Conservatives, for their part, hope that the Left Coast moguls prove more libertarian than statist. But they may miss the fundamental law of oligarchy: when a company dominates a sector, they usually seek to use the government to consolidate their position. Google and other tech firms, for example, have been more than happy to feed off the crony capitalist trough — for example in backing renewable energy schemes — when opportunity strikes.
What’s the Future?
Demography is working against the East Coast, now the oldest part of the country, with the smallest population under 20. The region’s aging population will likely blunt innovation there. In contrast, despite high housing prices, the Left Coast’s population grew 10% in the last decade compared to 6% for the Northeast; Census projections to 2023 suggest the Northeast will continue to lag as well over the next ten years.
As urban analyst Aaron Renn has noted, Seattle, Portland and San Francisco also boast a very politically incorrect advantage. Despite their worship at the altar of diversity, these cities have smaller populations of African-Americans and Latinos, who tend to be more economically disadvantaged. The Northeast is three times as black as the Left Coast. In contrast, the Left Coast’s largely upwardly mobile Asians account for 15% of the local population, three times their proportion on the East Coast.
The Left Coast also enjoys by far the highest concentration of people engaged in STEM jobs — roughly 50% higher the national average.

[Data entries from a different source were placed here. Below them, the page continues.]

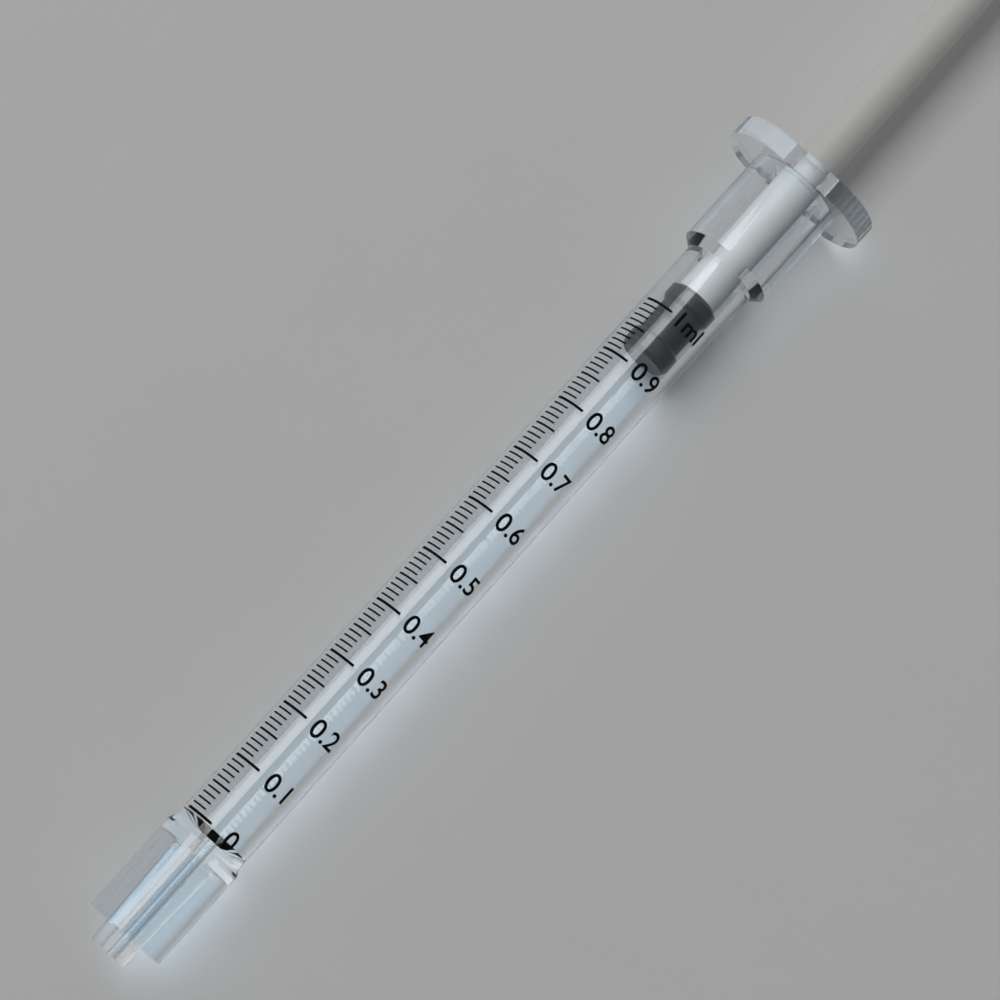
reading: 0.93 ml
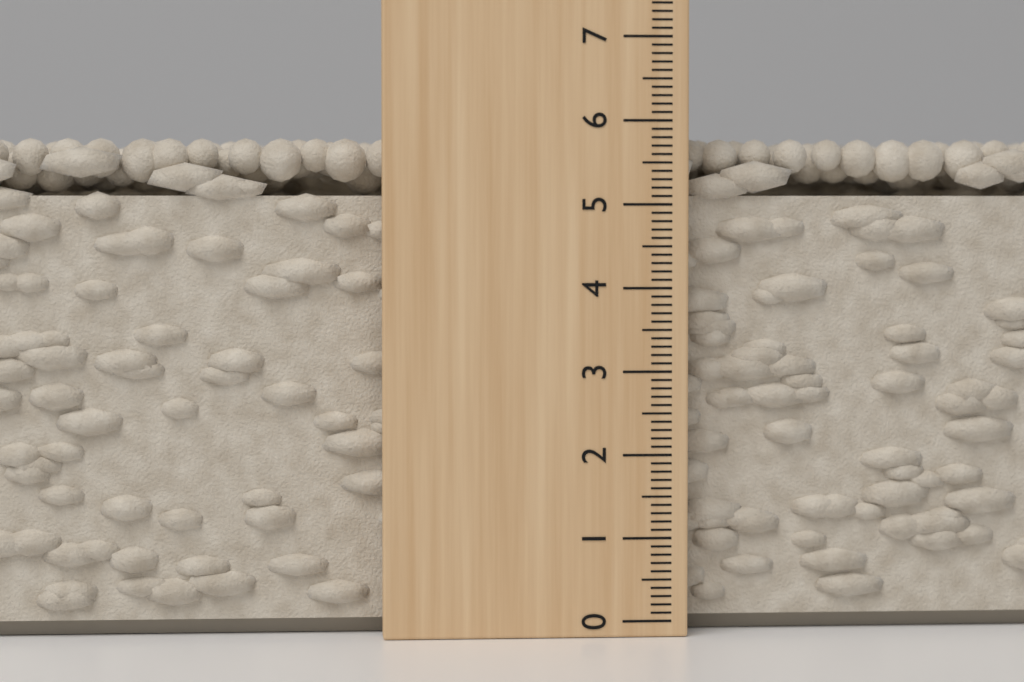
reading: 5.8 cm
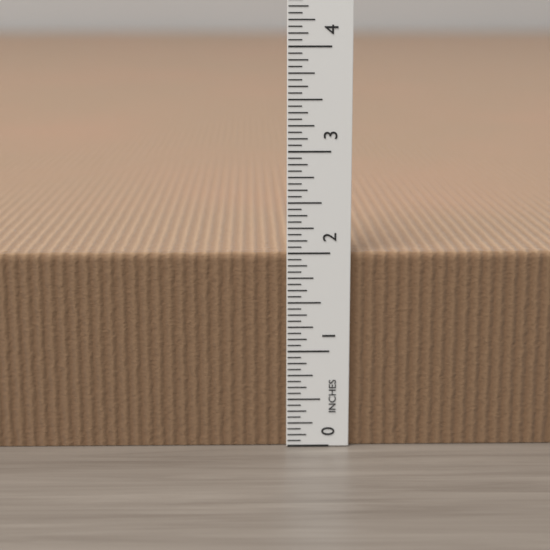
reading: 2.0000 in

Since 2005 STEM employment has expanded by double-digit percentages in Seattle, San Jose and San Francisco, compared to much more modest gains in New York and Boston. In some fields like e-tailing, the Left Coast, not surprisingly, dominates, with Seattle and San Jose leading the way.
Given the current economic trajectory, more traditional East Coast dominated-industries — from brick and mortar retail to publishing and media — can be expected to crumble before the onslaught of the Bay Area and Seattle. The old cities of the East may hold their social prestige and legacy well into the current century, but the blue balance of power seems destined to keep tilting toward the Left Coast.
Joel Kotkin is executive editor of NewGeography.com and Distinguished Presidential Fellow in Urban Futures at Chapman University, and a member of the editorial board of the Orange County Register. He is author of The City: A Global History and The Next Hundred Million: America in 2050. His most recent study, The Rise of Postfamilialism, has been widely discussed and distributed internationally. He lives in Los Angeles, CA.